Our storage fabric is a pair of HP branded Brocade fiber chanel switches (StorageWorks 8/80) set up in a redundant topology. Our HP EVA arrays have 2 redundant controllers - each with 2 redundant storage ports....so each EVA controller has 1 connection to each fiber channel switch.
I'm looking for best practice for physically connecting the 8-fiber channel Nexus 5000 ports to our SAN fabric. My assumtion is that each Nexus 5000 will have 4 ports going to each SAN switch like here:
Nexus5000-A-port1 ------ SANSwitch-A
Nexus5000-A-port2 ------ SANSwitch-A
Nexus5000-A-port3 ------ SANSwitch-A
Nexus5000-A-port4 ------ SANSwitch-A
Nexus5000-A-port5 ------ SANSwitch-B
Nexus5000-A-port6 ------ SANSwitch-B
Nexus5000-A-port7 ------ SANSwitch-B
Nexus5000-A-port8 ------ SANSwitch-B
NOTE: Then the same for Nexus5000-B
Questions:
(1) Is this the best way to physically connect the cables (i.e alternative options might be odd ports to SanSwitch-A and even to SanSwitch-B etc.). My concerns would be if certain Nexus ports shared some underlying circuitry between some port sets. If so, I'd want to split those up.

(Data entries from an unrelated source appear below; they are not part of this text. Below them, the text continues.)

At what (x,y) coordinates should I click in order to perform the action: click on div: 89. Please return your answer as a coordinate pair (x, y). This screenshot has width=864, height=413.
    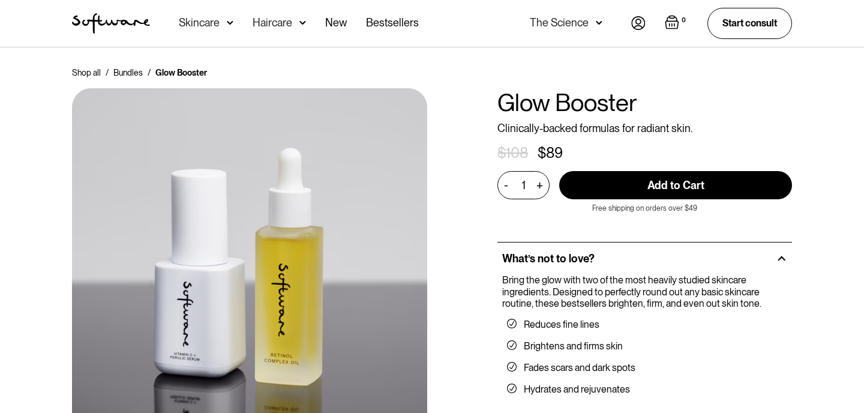
    Looking at the image, I should click on (555, 153).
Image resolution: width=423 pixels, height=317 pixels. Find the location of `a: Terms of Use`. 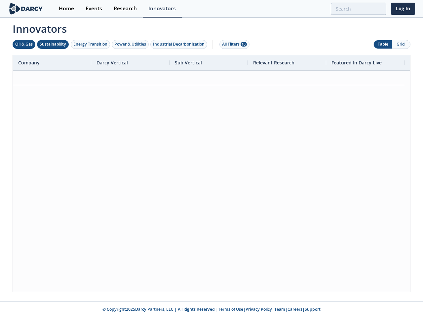

a: Terms of Use is located at coordinates (231, 310).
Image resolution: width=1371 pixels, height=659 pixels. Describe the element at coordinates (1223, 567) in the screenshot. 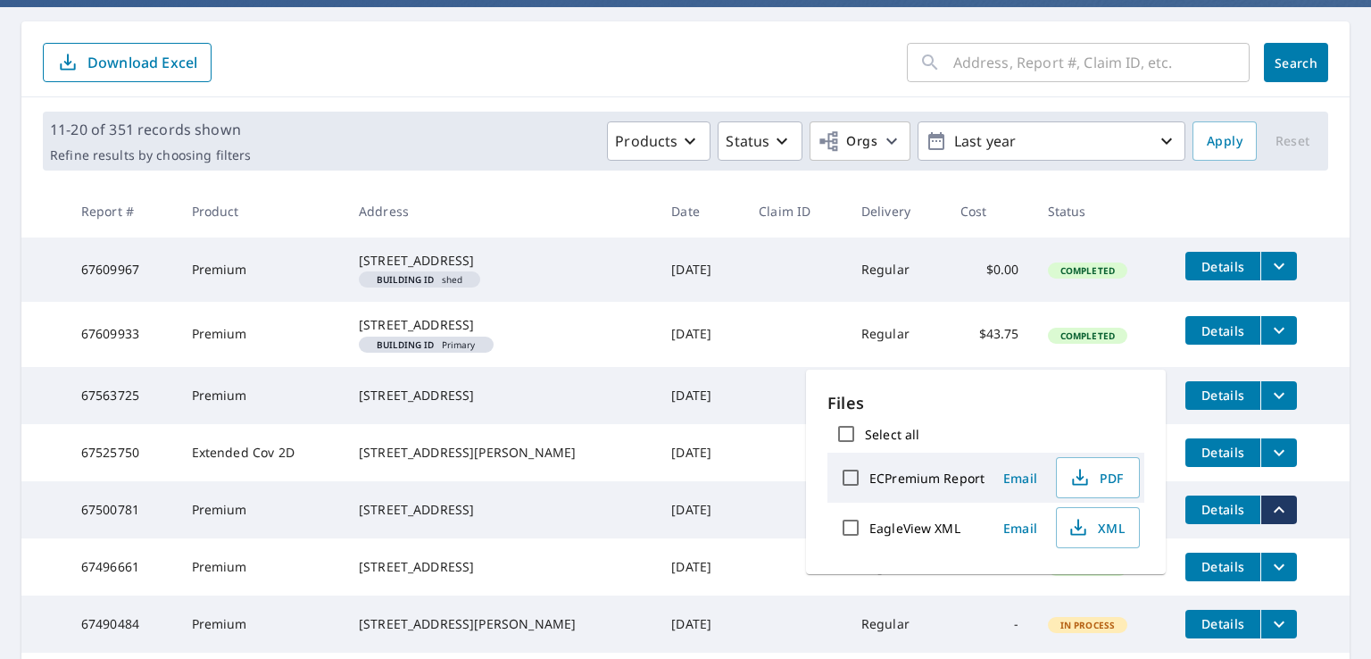

I see `button: detailsBtn-67496661` at that location.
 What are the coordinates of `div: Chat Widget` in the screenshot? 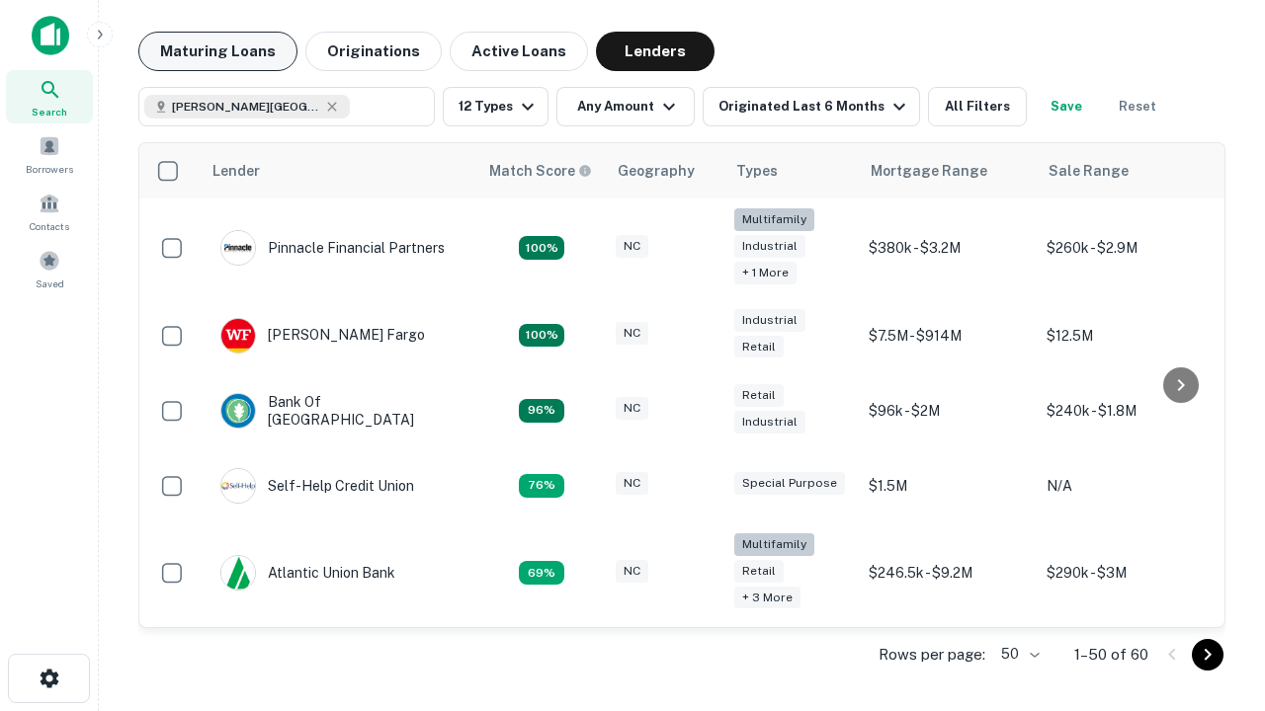 It's located at (1215, 538).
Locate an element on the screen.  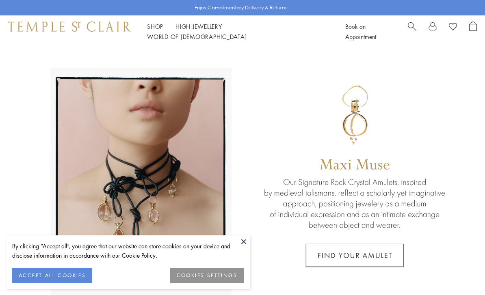
p: Enjoy Complimentary Delivery & Returns is located at coordinates (240, 8).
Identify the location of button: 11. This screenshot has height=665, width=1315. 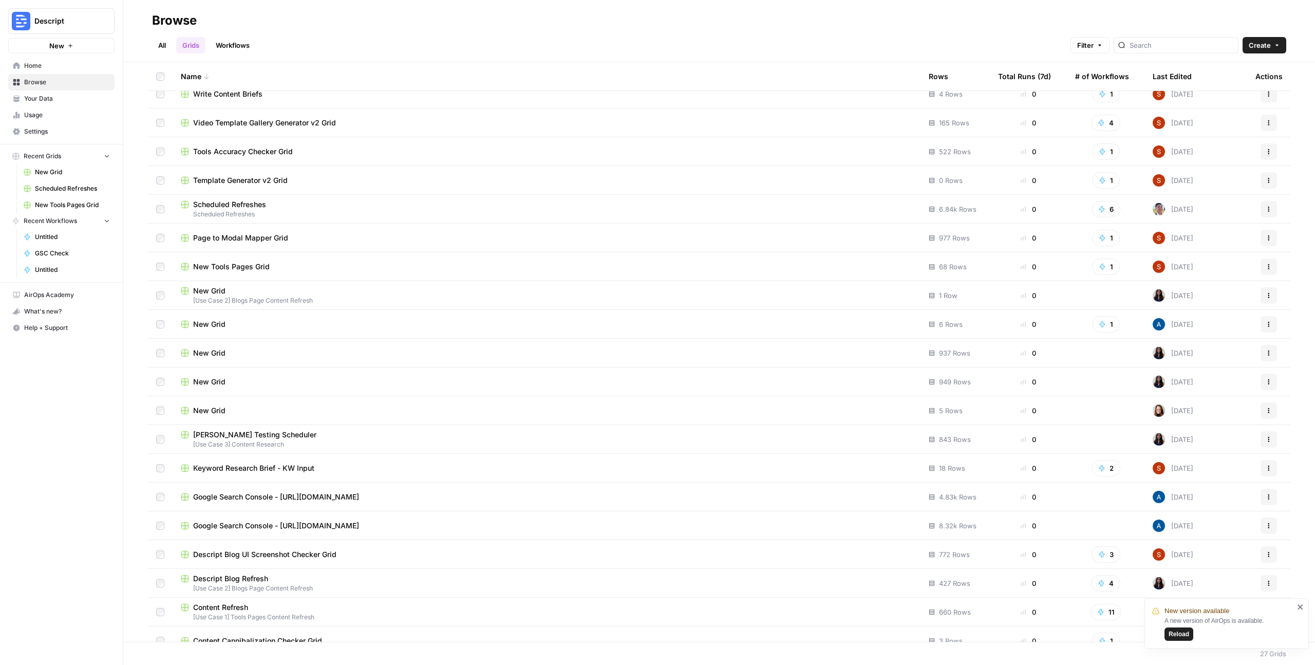
(1106, 612).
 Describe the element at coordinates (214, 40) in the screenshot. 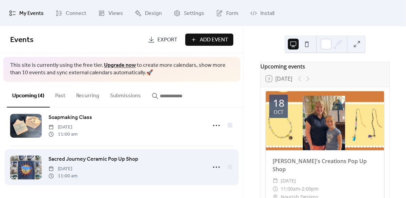

I see `span: Add Event` at that location.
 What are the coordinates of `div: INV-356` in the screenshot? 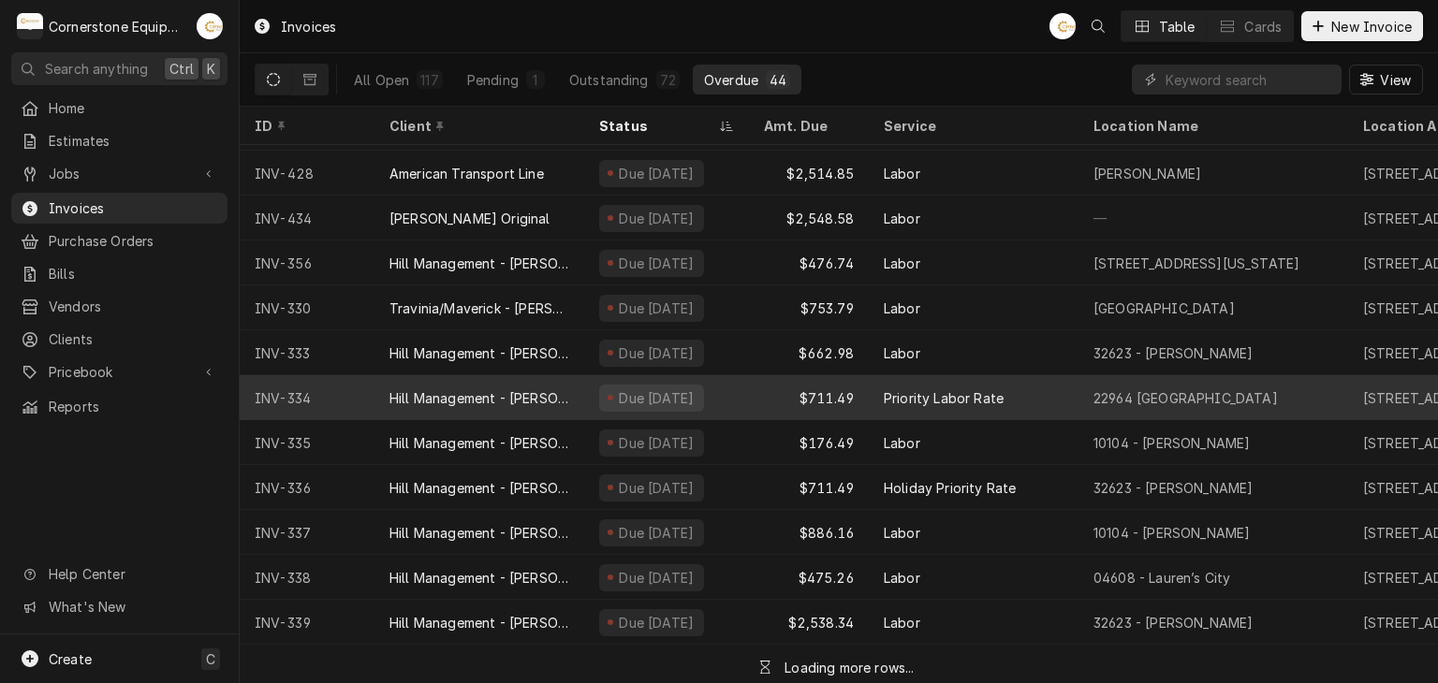 It's located at (307, 263).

(2) Same question for the fiber switch side. Is there a benefit to connect to a bank of ports or to spread them out across several banks (i.e. the Storageworks switches have ports in banks of 8 (0-8), (9-15),(16-23), etc.)
(3) Again from the SAN fabric side, are there any best practice or documentation regarding proper zoning for the Nexus 5000 ports. I had planned to create a seperate zone for each Nexus 5000 port....each zone will contain the Nexus port alias and all EVA array storage ports aliases.